The idea of the Special Study, the exact form it would take, was worked out early in ’63…The settlement of the Cuban missile affair had something to do with it, but what helped most to get it moving were the big changes in military spending that were being planned…..Plants being closed, relocations, and so forth. Most of it wasn’t made public until much later…. [no morality] … You have to remember — you’ve read the Report—that what they wanted from us was a different kind of thinking. It was a matter of approach. Herman Kahn calls is “Byzantine”–no agonizing over cultural and religious values. No moral posturing. It’s the kind of thinking that Rand and the Hudson Institure and I.D.A. (Institute for Defense Analysis.) brought into war planning…What they asked up to do, and I think we did it, was to give the same kind of treat- ment to the hypothetical nuclear war…We may have gone further than they expected, but once you establish your premises and your logic you can’t turn back…. Kahn’s books, for example, are misunderstood, at least by laymen. They shock people. But you see, what’s improtant about them is not his conclusions, or his opinions. It’s the method. He has done more than anyone else I can think of to get the general public accustomed to the style of modern military thinking…..Today it’s possible for a columnist to write about “counterforce strategy” and “minimum deterrance” and “credible firststrike capability” with- out having to explain every other word. He can write about war and strategy without getting bogged down in questions or morality…..

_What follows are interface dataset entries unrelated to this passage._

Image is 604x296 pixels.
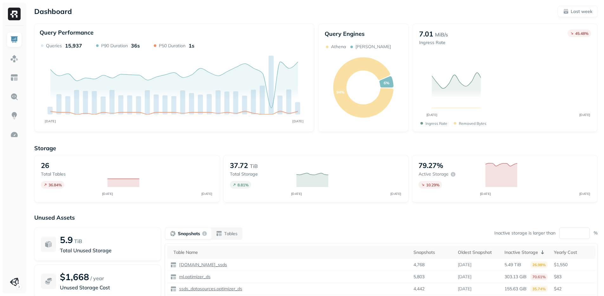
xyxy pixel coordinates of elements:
[90,274,104,282] p: / year
[34,144,597,152] p: Storage
[504,274,526,280] p: 303.13 GiB
[237,183,248,187] p: 8.81 %
[60,247,154,254] p: Total Unused Storage
[530,261,547,268] p: 26.98%
[390,192,401,196] tspan: [DATE]
[8,8,21,20] img: Ryft
[419,29,433,38] p: 7.01
[176,286,242,292] a: ssds_datasources.optimizer_ds
[159,43,185,49] p: P50 Duration
[34,214,597,221] p: Unused Assets
[504,262,521,268] p: 5.49 TiB
[65,42,82,49] p: 15,937
[291,192,302,196] tspan: [DATE]
[355,44,391,50] p: [PERSON_NAME]
[554,286,592,292] p: $42
[10,112,18,120] img: Insights
[292,119,303,123] tspan: [DATE]
[178,286,242,292] p: ssds_datasources.optimizer_ds
[413,249,451,255] div: Snapshots
[41,171,101,177] p: Total tables
[170,262,176,268] img: table
[201,192,212,196] tspan: [DATE]
[426,113,437,117] tspan: [DATE]
[530,285,547,292] p: 35.74%
[575,31,588,36] p: 45.48 %
[46,43,62,49] p: Queries
[426,183,439,187] p: 10.29 %
[418,161,443,170] p: 79.27%
[554,262,592,268] p: $1,550
[458,249,497,255] div: Oldest Snapshot
[458,262,471,268] p: [DATE]
[324,30,402,37] p: Query Engines
[173,249,407,255] div: Table Name
[413,274,424,280] p: 5,803
[10,278,19,286] img: Unity
[10,131,18,139] img: Optimization
[178,231,200,237] p: Snapshots
[579,192,590,196] tspan: [DATE]
[554,249,592,255] div: Yearly Cost
[41,161,49,170] p: 26
[60,284,154,291] p: Unused Storage Cost
[60,234,73,245] p: 5.9
[504,286,526,292] p: 155.63 GiB
[494,230,555,236] p: Inactive storage is larger than
[131,42,140,49] p: 36s
[45,119,56,123] tspan: [DATE]
[224,231,237,237] p: Tables
[34,7,72,16] p: Dashboard
[331,44,346,50] p: Athena
[60,271,89,282] p: $1,668
[458,121,486,126] p: Removed bytes
[435,31,448,38] p: MiB/s
[176,274,210,280] a: ml.optimizer_ds
[570,9,592,15] p: Last week
[383,80,389,85] text: 6%
[593,230,597,236] p: %
[74,237,82,245] p: TiB
[579,113,590,117] tspan: [DATE]
[10,35,18,44] img: Dashboard
[40,29,93,36] p: Query Performance
[189,42,194,49] p: 1s
[10,74,18,82] img: Asset Explorer
[557,6,597,17] button: Last week
[419,40,448,46] p: Ingress Rate
[178,262,227,268] p: [DOMAIN_NAME]_ssds
[554,274,592,280] p: $83
[336,90,344,94] text: 94%
[230,161,248,170] p: 37.72
[176,262,227,268] a: [DOMAIN_NAME]_ssds
[102,192,113,196] tspan: [DATE]
[178,274,210,280] p: ml.optimizer_ds
[170,274,176,280] img: table
[170,286,176,292] img: table
[10,54,18,63] img: Assets
[530,273,547,280] p: 70.61%
[48,183,62,187] p: 36.84 %
[418,171,448,177] p: Active storage
[250,162,258,170] p: TiB
[413,286,424,292] p: 4,442
[101,43,128,49] p: P90 Duration
[458,274,471,280] p: [DATE]
[458,286,471,292] p: [DATE]
[425,121,447,126] p: Ingress Rate
[479,192,490,196] tspan: [DATE]
[413,262,424,268] p: 4,768
[10,93,18,101] img: Query Explorer
[230,171,290,177] p: Total storage
[504,249,538,255] p: Inactive Storage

It is a truism that objectivity is more often an intention expressed than an attitude achieved, but the intention—conscious, unambiguous, and constantly self-critical — is a precondition to its achievement. We believe it no accident that we were charged to use a “military contingency” model for our study, and we owe a considerable debt to the civilian war planning agencies for their pioneering work in the objective examination of the contingencies of nuclear war. There is no such precedent in the peace studies. Much of the usefulness of even the most elaborate and carefully reasoned programs for economic conversion to peace, for example, has been vitiated by a wishful eagerness to demonstrate that peace is not only possible, but even cheap or easy. One official report is replete with references to the critical role of “dynamic optimism” on economic developments, and goes on to submit, as evidence, that it “would be hard to imagine that the American people would not respond very positively to an agreed and safeguarded program to substitute an internatinal rule of law and order,” etc. Anothe line of argument frequently taken is that disarmament would entail comparatively little disruption of the economy, since it need only be partial; we will deal with this approach later. Yet genuine objectivity in war studies is often critized as inhuman. As Herman Kahn, the writer on strategic studies best known to the general public, put it: “Critics frequently object to the icy rationality of the Hudson Institute, the Rand Corporation, and other such organizations. I’m always tempted to ask in reply, `Would you prefer a warm, human error? Do you feel better with a nice emotional mistake.'” And, as Secretary of Defense Robert S. McNamara has pointed out, in reference to facing up to the possibility of nuclear war, “Some people are afraid even to look over the edge. But in a thermonuclear war we cannot afford any political acrophobia.” Surely it would be self-evident that this applies equally to the opposite prospect, but so far no one has taken more than a timid glance over the brink of peace.

L.C.L. New York June 1967

Is this the Great Global Reset Planning behind closed doors?